Sinus Pause — ECG Rhythm | Telemetric Pro
A transient failure of the SA node to fire, producing a pause in the cardiac rhythm typically lasting less than 3 seconds before normal sinus activity resumes.
| Rate | Variable (underlying rate with pauses) |
|---|---|
| Rhythm | Irregular (pause disrupts regularity) |
| P Waves | Upright, uniform when present |
| PR Interval | 0.12–0.20 s (when conducted) |
| QRS Duration | < 0.12 s |
A sinus pause is a gap in the rhythm — the SA node temporarily fails to fire, and for a moment, there is nothing. No P wave, no QRS, no T wave. Just an unexpectedly long stretch of baseline. Then the SA node wakes up and the rhythm resumes as if nothing happened.
For monitor technicians, sinus pauses demand attention because the interpretation depends entirely on context. A 1.5-second pause during sleep is probably normal vagal tone. A 2.8-second pause while the patient is awake and symptomatic is a different story. The rhythm looks simple, but the clinical significance depends on duration, frequency, and patient symptoms.
What Changed from Normal Sinus Rhythm
Sinus pause changes one thing from NSR: the continuity of the rhythm. Between pauses, everything is normal — upright P waves, constant PR, narrow QRS. The pause itself is silence: an empty stretch of isoelectric baseline where a P-QRS-T complex should have been.
Five Criteria: Sinus Pause vs NSR
- Rate: Variable (effectively bradycardic)
- Between pauses, the rate may be normal (60-100). But the pauses lower the effective rate. If pauses are frequent or prolonged, the overall rate drops into the bradycardic range.
- Regularity: Irregular (pauses interrupt a regular rhythm)
- The underlying rhythm is regular sinus, but pauses create sudden gaps. The irregularity is not cyclic (like sinus arrhythmia) — it is abrupt and unpredictable.
- P Waves: Normal when present, absent during pause
- Before and after the pause, P waves are upright and uniform — the SA node is the pacemaker. During the pause, no P waves appear because the SA node is not firing.
- PR Interval: Normal when present (0.12-0.20s)
- PR intervals are constant in the conducted beats. There is no PR interval during the pause because there is no P wave.
- QRS Complex: Narrow (<0.12s)
- Ventricular conduction is normal in all conducted beats. QRS morphology does not change.
What a Sinus Pause Looks Like on the Strip
On the strip, you see a stretch of regular sinus rhythm, then a sudden gap — an empty baseline with no waveforms — followed by resumption of the sinus rhythm. The pause typically lasts less than 3 seconds. The beats before and after the pause look identical: same P waves, same PR, same QRS.
Sinus Pause vs SA Exit Block
Both produce pauses in an otherwise regular rhythm, but the mechanism is different: **Sinus Pause** — The SA node fails to generate an impulse. The pause is NOT an exact multiple of the P-P interval because the SA node's internal clock is reset. **SA Exit Block** — The SA node fires on schedule, but the impulse cannot exit the node to reach the atria. The pause IS an exact multiple of the P-P interval (usually 2x) because the SA node's clock keeps running.
Clinical Context for Monitor Technicians
Sinus pauses can be caused by increased vagal tone (common during sleep), medications that suppress the SA node (beta-blockers, calcium channel blockers, digoxin), intrinsic SA node disease (sick sinus syndrome), or electrolyte abnormalities. In hospitalized patients, medication effects are the most common reversible cause.
When to Escalate
**Notify promptly:** - Pause duration exceeds 3 seconds (approaches sinus arrest territory) - Patient reports symptoms during the pause — dizziness, lightheadedness, near-syncope - Pauses are frequent and recurring - An escape beat appears (junctional or ventricular) — this means the pause was long enough that a backup pacemaker had to fire **Document and monitor:** - Brief pauses (<2 seconds) during sleep with no symptoms - Isolated single pause in an otherwise stable patient
Medication-Related Pauses
Several drug classes suppress the SA node and can cause pauses. Beta-blockers (metoprolol, atenolol, carvedilol) slow automaticity and conduction. Calcium channel blockers (diltiazem, verapamil) have similar effects on the SA and AV nodes. Digoxin enhances vagal tone and can suppress SA node firing. Antiarrhythmics — particularly amiodarone and sotalol — have potent SA node depressant effects. In hospitalized patients, these medications are the most common reversible cause of pauses.
Timing matters. A 2.5-second pause that appears 30 minutes after an IV metoprolol push is a different clinical story than the same pause with no recent medication changes. The clinical team needs to correlate the pause with the medication administration record to decide whether to hold or adjust the dose.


Task statement:
What lines below contain the word "square"? Please pull each one out.
◇ ◇ ◇
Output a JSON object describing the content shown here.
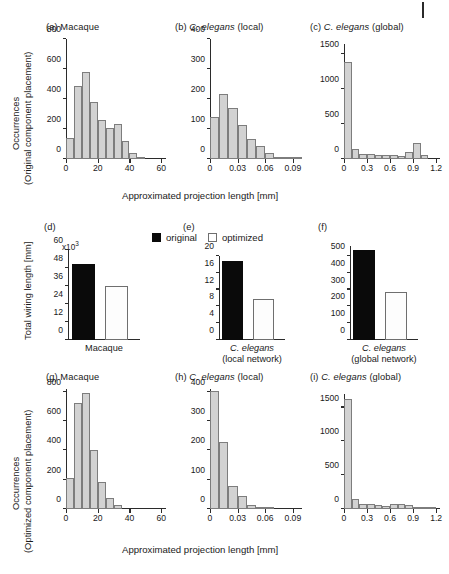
{
  "figure": {
    "corner_mark": "|",
    "axis_labels": {
      "x_common_top": "Approximated projection length [mm]",
      "x_common_bottom": "Approximated projection length [mm]",
      "y_top_line1": "Occurrences",
      "y_top_line2": "(Original component placement)",
      "y_mid": "Total wiring length [mm]",
      "y_bottom_line1": "Occurrences",
      "y_bottom_line2": "(Optimized component placement)"
    },
    "legend": {
      "original_label": "original",
      "optimized_label": "optimized",
      "original_color": "#0a0a0a",
      "optimized_color": "#ffffff"
    },
    "exponent_label": "x10",
    "exponent_sup": "3"
  },
  "chart_data": [
    {
      "panel": "a",
      "type": "bar",
      "title_tag": "(a)",
      "title_plain": "Macaque",
      "title_italic": "",
      "title_suffix": "",
      "xlabel": "Approximated projection length [mm]",
      "ylabel": "Occurrences (Original component placement)",
      "xticks": [
        0,
        20,
        40,
        60
      ],
      "xticklabels": [
        "0",
        "20",
        "40",
        "60"
      ],
      "yticks": [
        0,
        200,
        400,
        600,
        800
      ],
      "yticklabels": [
        "0",
        "200",
        "400",
        "600",
        "800"
      ],
      "xlim": [
        0,
        63
      ],
      "ylim": [
        0,
        800
      ],
      "bin_width": 5,
      "bin_starts": [
        0,
        5,
        10,
        15,
        20,
        25,
        30,
        35,
        40,
        45,
        50,
        55
      ],
      "values": [
        140,
        490,
        583,
        378,
        258,
        210,
        233,
        118,
        38,
        8,
        0,
        0
      ],
      "grid": false
    },
    {
      "panel": "b",
      "type": "bar",
      "title_tag": "(b)",
      "title_plain": "",
      "title_italic": "C. elegans",
      "title_suffix": "(local)",
      "xlabel": "Approximated projection length [mm]",
      "ylabel": "Occurrences (Original component placement)",
      "xticks": [
        0,
        0.03,
        0.06,
        0.09
      ],
      "xticklabels": [
        "0",
        "0.03",
        "0.06",
        "0.09"
      ],
      "yticks": [
        0,
        100,
        200,
        300,
        400
      ],
      "yticklabels": [
        "0",
        "100",
        "200",
        "300",
        "400"
      ],
      "xlim": [
        0,
        0.1
      ],
      "ylim": [
        0,
        400
      ],
      "bin_width": 0.01,
      "bin_starts": [
        0,
        0.01,
        0.02,
        0.03,
        0.04,
        0.05,
        0.06,
        0.07,
        0.08,
        0.09
      ],
      "values": [
        140,
        218,
        171,
        113,
        67,
        42,
        21,
        8,
        3,
        1
      ],
      "grid": false
    },
    {
      "panel": "c",
      "type": "bar",
      "title_tag": "(c)",
      "title_plain": "",
      "title_italic": "C. elegans",
      "title_suffix": "(global)",
      "xlabel": "Approximated projection length [mm]",
      "ylabel": "Occurrences (Original component placement)",
      "xticks": [
        0,
        0.3,
        0.6,
        0.9,
        1.2
      ],
      "xticklabels": [
        "0",
        "0.3",
        "0.6",
        "0.9",
        "1.2"
      ],
      "yticks": [
        0,
        500,
        1000,
        1500
      ],
      "yticklabels": [
        "0",
        "500",
        "1000",
        "1500"
      ],
      "xlim": [
        0,
        1.25
      ],
      "ylim": [
        0,
        1650
      ],
      "bin_width": 0.1,
      "bin_starts": [
        0,
        0.1,
        0.2,
        0.3,
        0.4,
        0.5,
        0.6,
        0.7,
        0.8,
        0.9,
        1.0,
        1.1
      ],
      "values": [
        1390,
        148,
        75,
        68,
        62,
        60,
        62,
        38,
        95,
        235,
        55,
        0
      ],
      "grid": false
    },
    {
      "panel": "d",
      "type": "bar",
      "title_tag": "(d)",
      "title_plain": "",
      "title_italic": "",
      "title_suffix": "",
      "category_line1": "Macaque",
      "category_line2": "",
      "ylabel": "Total wiring length [mm]",
      "y_exponent": "x10",
      "y_exponent_sup": "3",
      "yticks": [
        0,
        12,
        24,
        36,
        48,
        60
      ],
      "yticklabels": [
        "0",
        "12",
        "24",
        "36",
        "48",
        "60"
      ],
      "ylim": [
        0,
        60
      ],
      "series": [
        {
          "name": "original",
          "value": 51.0
        },
        {
          "name": "optimized",
          "value": 36.0
        }
      ],
      "grid": false
    },
    {
      "panel": "e",
      "type": "bar",
      "title_tag": "(e)",
      "title_plain": "",
      "title_italic": "",
      "title_suffix": "",
      "category_line1": "C. elegans",
      "category_line2": "(local network)",
      "ylabel": "Total wiring length [mm]",
      "yticks": [
        0,
        4,
        8,
        12,
        16,
        20
      ],
      "yticklabels": [
        "0",
        "4",
        "8",
        "12",
        "16",
        "20"
      ],
      "ylim": [
        0,
        20
      ],
      "series": [
        {
          "name": "original",
          "value": 18.8
        },
        {
          "name": "optimized",
          "value": 9.7
        }
      ],
      "grid": false
    },
    {
      "panel": "f",
      "type": "bar",
      "title_tag": "(f)",
      "title_plain": "",
      "title_italic": "",
      "title_suffix": "",
      "category_line1": "C. elegans",
      "category_line2": "(global network)",
      "ylabel": "Total wiring length [mm]",
      "yticks": [
        0,
        100,
        200,
        300,
        400,
        500
      ],
      "yticklabels": [
        "0",
        "100",
        "200",
        "300",
        "400",
        "500"
      ],
      "ylim": [
        0,
        560
      ],
      "series": [
        {
          "name": "original",
          "value": 535
        },
        {
          "name": "optimized",
          "value": 285
        }
      ],
      "grid": false
    },
    {
      "panel": "g",
      "type": "bar",
      "title_tag": "(g)",
      "title_plain": "Macaque",
      "title_italic": "",
      "title_suffix": "",
      "xlabel": "Approximated projection length [mm]",
      "ylabel": "Occurrences (Optimized component placement)",
      "xticks": [
        0,
        20,
        40,
        60
      ],
      "xticklabels": [
        "0",
        "20",
        "40",
        "60"
      ],
      "yticks": [
        0,
        200,
        400,
        600,
        800
      ],
      "yticklabels": [
        "0",
        "200",
        "400",
        "600",
        "800"
      ],
      "xlim": [
        0,
        63
      ],
      "ylim": [
        0,
        820
      ],
      "bin_width": 5,
      "bin_starts": [
        0,
        5,
        10,
        15,
        20,
        25,
        30,
        35,
        40,
        45,
        50,
        55
      ],
      "values": [
        215,
        725,
        795,
        400,
        185,
        78,
        25,
        0,
        0,
        0,
        0,
        0
      ],
      "grid": false
    },
    {
      "panel": "h",
      "type": "bar",
      "title_tag": "(h)",
      "title_plain": "",
      "title_italic": "C. elegans",
      "title_suffix": "(local)",
      "xlabel": "Approximated projection length [mm]",
      "ylabel": "Occurrences (Optimized component placement)",
      "xticks": [
        0,
        0.03,
        0.06,
        0.09
      ],
      "xticklabels": [
        "0",
        "0.03",
        "0.06",
        "0.09"
      ],
      "yticks": [
        0,
        100,
        200,
        300,
        400
      ],
      "yticklabels": [
        "0",
        "100",
        "200",
        "300",
        "400"
      ],
      "xlim": [
        0,
        0.1
      ],
      "ylim": [
        0,
        410
      ],
      "bin_width": 0.01,
      "bin_starts": [
        0,
        0.01,
        0.02,
        0.03,
        0.04,
        0.05,
        0.06,
        0.07,
        0.08,
        0.09
      ],
      "values": [
        402,
        228,
        80,
        43,
        14,
        4,
        3,
        0,
        0,
        0
      ],
      "grid": false
    },
    {
      "panel": "i",
      "type": "bar",
      "title_tag": "(i)",
      "title_plain": "",
      "title_italic": "C. elegans",
      "title_suffix": "(global)",
      "xlabel": "Approximated projection length [mm]",
      "ylabel": "Occurrences (Optimized component placement)",
      "xticks": [
        0,
        0.3,
        0.6,
        0.9,
        1.2
      ],
      "xticklabels": [
        "0",
        "0.3",
        "0.6",
        "0.9",
        "1.2"
      ],
      "yticks": [
        0,
        500,
        1000,
        1500
      ],
      "yticklabels": [
        "0",
        "500",
        "1000",
        "1500"
      ],
      "xlim": [
        0,
        1.25
      ],
      "ylim": [
        0,
        1700
      ],
      "bin_width": 0.1,
      "bin_starts": [
        0,
        0.1,
        0.2,
        0.3,
        0.4,
        0.5,
        0.6,
        0.7,
        0.8,
        0.9,
        1.0,
        1.1
      ],
      "values": [
        1625,
        150,
        78,
        72,
        55,
        50,
        68,
        72,
        58,
        35,
        12,
        5
      ],
      "grid": false
    }
  ]
}
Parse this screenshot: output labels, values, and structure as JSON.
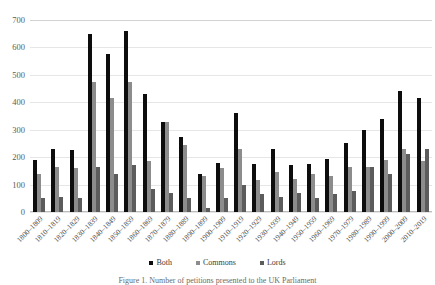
{
  "chart_data": {
    "type": "bar",
    "title": "",
    "xlabel": "",
    "ylabel": "",
    "ylim": [
      0,
      700
    ],
    "yticks": [
      0,
      100,
      200,
      300,
      400,
      500,
      600,
      700
    ],
    "grid": true,
    "legend_position": "bottom",
    "categories": [
      "1800–1809",
      "1810–1819",
      "1820–1829",
      "1830–1839",
      "1840–1849",
      "1850–1859",
      "1860–1869",
      "1870–1879",
      "1880–1889",
      "1890–1899",
      "1900–1909",
      "1910–1919",
      "1920–1929",
      "1930–1939",
      "1940–1949",
      "1950–1959",
      "1960–1969",
      "1970–1979",
      "1980–1989",
      "1990–1999",
      "2000–2009",
      "2010–2019"
    ],
    "series": [
      {
        "name": "Both",
        "color": "#0d0d0d",
        "values": [
          190,
          230,
          225,
          650,
          575,
          660,
          430,
          330,
          275,
          140,
          180,
          360,
          175,
          230,
          170,
          175,
          195,
          250,
          300,
          340,
          440,
          415
        ]
      },
      {
        "name": "Commons",
        "color": "#8c8c8c",
        "values": [
          140,
          165,
          160,
          475,
          415,
          475,
          185,
          330,
          245,
          130,
          160,
          230,
          115,
          145,
          120,
          140,
          130,
          165,
          165,
          190,
          230,
          185
        ]
      },
      {
        "name": "Lords",
        "color": "#5c5c5c",
        "values": [
          50,
          55,
          50,
          165,
          140,
          170,
          85,
          70,
          50,
          15,
          50,
          100,
          65,
          55,
          70,
          50,
          65,
          75,
          165,
          140,
          210,
          230
        ]
      }
    ]
  },
  "legend": {
    "items": [
      {
        "label": "Both",
        "color": "#0d0d0d"
      },
      {
        "label": "Commons",
        "color": "#8c8c8c"
      },
      {
        "label": "Lords",
        "color": "#5c5c5c"
      }
    ]
  },
  "caption": {
    "text": "Figure 1. Number of petitions presented to the UK Parliament"
  }
}
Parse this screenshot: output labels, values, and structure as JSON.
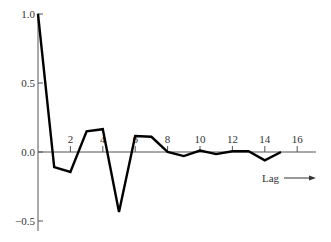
{
  "chart_data": {
    "type": "line",
    "title": "",
    "xlabel": "Lag",
    "ylabel": "",
    "x": [
      0,
      1,
      2,
      3,
      4,
      5,
      6,
      7,
      8,
      9,
      10,
      11,
      12,
      13,
      14,
      15
    ],
    "values": [
      1.0,
      -0.11,
      -0.145,
      0.15,
      0.165,
      -0.435,
      0.115,
      0.11,
      0.0,
      -0.03,
      0.01,
      -0.015,
      0.005,
      0.005,
      -0.06,
      0.0
    ],
    "xticks": [
      2,
      4,
      6,
      8,
      10,
      12,
      14,
      16
    ],
    "yticks": [
      1.0,
      0.5,
      0.0,
      -0.5
    ],
    "ytick_labels": [
      "1.0",
      "0.5",
      "0.0",
      "−0.5"
    ],
    "xlim": [
      0,
      17.2
    ],
    "ylim": [
      -0.57,
      1.0
    ],
    "grid": false,
    "legend": null
  },
  "colors": {
    "line": "#000000",
    "axis": "#555555",
    "text": "#333333"
  }
}
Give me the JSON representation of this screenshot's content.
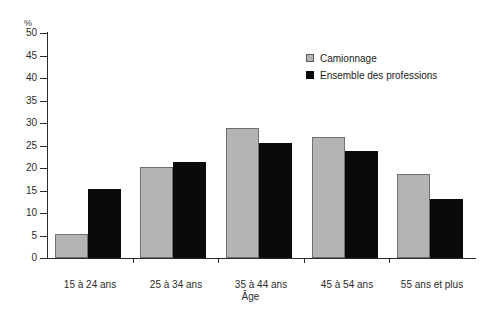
{
  "chart_data": {
    "type": "bar",
    "title": "",
    "subtitle": "",
    "xlabel": "Âge",
    "ylabel": "%",
    "ylim": [
      0,
      50
    ],
    "ytick_step": 5,
    "yticks": [
      "50",
      "45",
      "40",
      "35",
      "30",
      "25",
      "20",
      "15",
      "10",
      "5",
      "0"
    ],
    "grid": false,
    "legend_position": "top-right",
    "categories": [
      "15 à 24 ans",
      "25 à 34 ans",
      "35 à 44 ans",
      "45 à 54 ans",
      "55 ans et plus"
    ],
    "series": [
      {
        "name": "Camionnage",
        "color": "#b4b4b4",
        "values": [
          5.3,
          20.2,
          28.9,
          26.9,
          18.7
        ]
      },
      {
        "name": "Ensemble des professions",
        "color": "#0a0a0a",
        "values": [
          15.3,
          21.4,
          25.6,
          23.8,
          13.0
        ]
      }
    ]
  },
  "axes": {
    "y_unit_label": "%",
    "x_axis_title": "Âge"
  },
  "legend": {
    "items": [
      {
        "label": "Camionnage",
        "swatch": "light-square-swatch"
      },
      {
        "label": "Ensemble des professions",
        "swatch": "dark-square-swatch"
      }
    ]
  },
  "colors": {
    "light_bar": "#b4b4b4",
    "light_bar_border": "#6f6f6f",
    "dark_bar": "#0a0a0a",
    "axis": "#2b2b2b",
    "background": "#ffffff"
  }
}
◇ ◇ ◇
Your response:
        "swatch": "light-square-swatch"
        "swatch": "dark-square-swatch"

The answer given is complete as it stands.